Two new bioluminescent Henlea from Siberia and lack of molecular support for Hepatogaster (Annelida, Clitellata, Enchytraeidae)

Abstract

Two bioluminescent enchytraeids, Henlea petushkovi sp. n. and Henlea rodionovae sp. n., are described from the Krasnoyarsk and Irkutsk regions in Eastern Siberia. These large potworms exhibit the typical light-production pattern reported repeatedly in the genus and recently elucidated by Russian researchers in its main biophysical and biochemical aspects.
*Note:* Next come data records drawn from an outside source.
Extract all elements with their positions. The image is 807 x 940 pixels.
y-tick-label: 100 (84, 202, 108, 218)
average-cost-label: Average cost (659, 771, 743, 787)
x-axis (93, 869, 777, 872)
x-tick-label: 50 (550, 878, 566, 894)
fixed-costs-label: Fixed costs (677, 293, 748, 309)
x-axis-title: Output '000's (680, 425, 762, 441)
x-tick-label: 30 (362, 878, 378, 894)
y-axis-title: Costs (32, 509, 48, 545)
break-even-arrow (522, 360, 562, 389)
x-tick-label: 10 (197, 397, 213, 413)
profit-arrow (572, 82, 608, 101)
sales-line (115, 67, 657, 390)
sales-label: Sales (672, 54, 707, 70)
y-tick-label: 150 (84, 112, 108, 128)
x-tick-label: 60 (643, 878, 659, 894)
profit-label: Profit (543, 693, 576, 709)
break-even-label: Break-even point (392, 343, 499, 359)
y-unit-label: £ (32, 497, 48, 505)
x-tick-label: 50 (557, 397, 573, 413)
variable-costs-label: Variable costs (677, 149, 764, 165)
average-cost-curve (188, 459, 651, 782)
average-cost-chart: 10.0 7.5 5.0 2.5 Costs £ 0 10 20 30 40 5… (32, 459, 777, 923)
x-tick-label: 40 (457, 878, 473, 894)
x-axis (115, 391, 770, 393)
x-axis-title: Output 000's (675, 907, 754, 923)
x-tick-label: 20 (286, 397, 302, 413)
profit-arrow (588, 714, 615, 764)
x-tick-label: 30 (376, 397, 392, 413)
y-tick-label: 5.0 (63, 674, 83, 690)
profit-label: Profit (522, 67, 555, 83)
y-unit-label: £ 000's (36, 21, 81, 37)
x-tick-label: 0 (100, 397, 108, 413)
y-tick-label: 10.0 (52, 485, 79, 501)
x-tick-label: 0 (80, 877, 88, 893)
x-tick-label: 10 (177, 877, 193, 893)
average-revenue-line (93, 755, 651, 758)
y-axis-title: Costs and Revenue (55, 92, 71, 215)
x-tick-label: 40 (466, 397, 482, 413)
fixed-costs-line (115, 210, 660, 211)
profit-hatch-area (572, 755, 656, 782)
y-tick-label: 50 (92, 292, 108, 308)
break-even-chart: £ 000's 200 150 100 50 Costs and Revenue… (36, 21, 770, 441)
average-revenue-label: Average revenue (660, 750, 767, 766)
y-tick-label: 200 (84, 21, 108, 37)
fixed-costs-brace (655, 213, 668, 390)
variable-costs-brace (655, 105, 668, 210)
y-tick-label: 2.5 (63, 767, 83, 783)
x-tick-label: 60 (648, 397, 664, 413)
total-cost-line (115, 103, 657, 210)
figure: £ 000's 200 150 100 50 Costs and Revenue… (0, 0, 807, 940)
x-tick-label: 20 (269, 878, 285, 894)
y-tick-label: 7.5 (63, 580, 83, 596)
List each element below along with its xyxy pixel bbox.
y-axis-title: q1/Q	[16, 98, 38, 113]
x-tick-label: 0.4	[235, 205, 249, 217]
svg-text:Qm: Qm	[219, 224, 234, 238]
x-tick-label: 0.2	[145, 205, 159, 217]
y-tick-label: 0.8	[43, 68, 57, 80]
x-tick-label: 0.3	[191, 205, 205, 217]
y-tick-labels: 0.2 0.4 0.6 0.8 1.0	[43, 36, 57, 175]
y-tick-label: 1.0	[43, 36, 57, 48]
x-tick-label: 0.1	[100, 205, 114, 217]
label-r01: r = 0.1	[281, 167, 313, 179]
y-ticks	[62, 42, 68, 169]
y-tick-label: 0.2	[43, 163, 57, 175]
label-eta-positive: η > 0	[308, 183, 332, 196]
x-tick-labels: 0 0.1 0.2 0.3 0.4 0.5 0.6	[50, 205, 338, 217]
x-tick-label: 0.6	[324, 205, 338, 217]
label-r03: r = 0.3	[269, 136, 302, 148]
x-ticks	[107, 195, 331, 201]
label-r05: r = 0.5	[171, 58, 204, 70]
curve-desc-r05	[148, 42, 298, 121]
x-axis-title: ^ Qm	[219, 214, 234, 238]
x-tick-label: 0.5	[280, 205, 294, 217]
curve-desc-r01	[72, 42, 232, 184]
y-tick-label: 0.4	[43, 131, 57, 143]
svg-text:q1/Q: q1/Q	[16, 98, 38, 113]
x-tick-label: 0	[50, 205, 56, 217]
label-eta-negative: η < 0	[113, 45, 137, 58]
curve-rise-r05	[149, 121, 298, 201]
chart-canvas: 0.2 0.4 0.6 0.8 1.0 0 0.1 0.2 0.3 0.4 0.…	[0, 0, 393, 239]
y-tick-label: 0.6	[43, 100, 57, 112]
Morphology and DNA indicate that the two species are very closely related, but clearly divergent in the strength of the body wall (thick and opaque in H. petushkovi), structure of the prostomium (in H. rodionovae unprecedentedly wrinkled and mobile), brain shape (almost equilateral in H. petushkovi), size of coelomocytes (60–85 μm in H. petushkovi) and structure of intestinal diverticula (tulip-shaped in H. petushkovi, apple-shaped in H. rodionovae). Limited hybridization seems to occur between them, supported by a single case of conflict between COI and morphology, and a few intermediate morphotypes were noted in greenhouse populations. The new species are phylogenetically distant from all known congeners so far DNA-barcoded, even those that, like them, respond to the diagnosis of the putative subgenus Hepatogaster Čejka, 1910 (multitubular gut diverticula in VIII, indented brain, dorsal blood vessel from IX, prominent spermathecal glands, and nephridia from 5/6). In fact, our phylogenetic analyses dismiss Hepatogaster as an artificial (polyphyletic) taxon. Issues related to the definition of H. nasuta (Eisen, 1878), H. ochracea (Eisen, 1878) and H. irkutensis Burov, 1929, three species originally described from Siberia, indicate that Henlea taxonomy is still in a state of flux, as regards not only species interrelationships but also species definitions.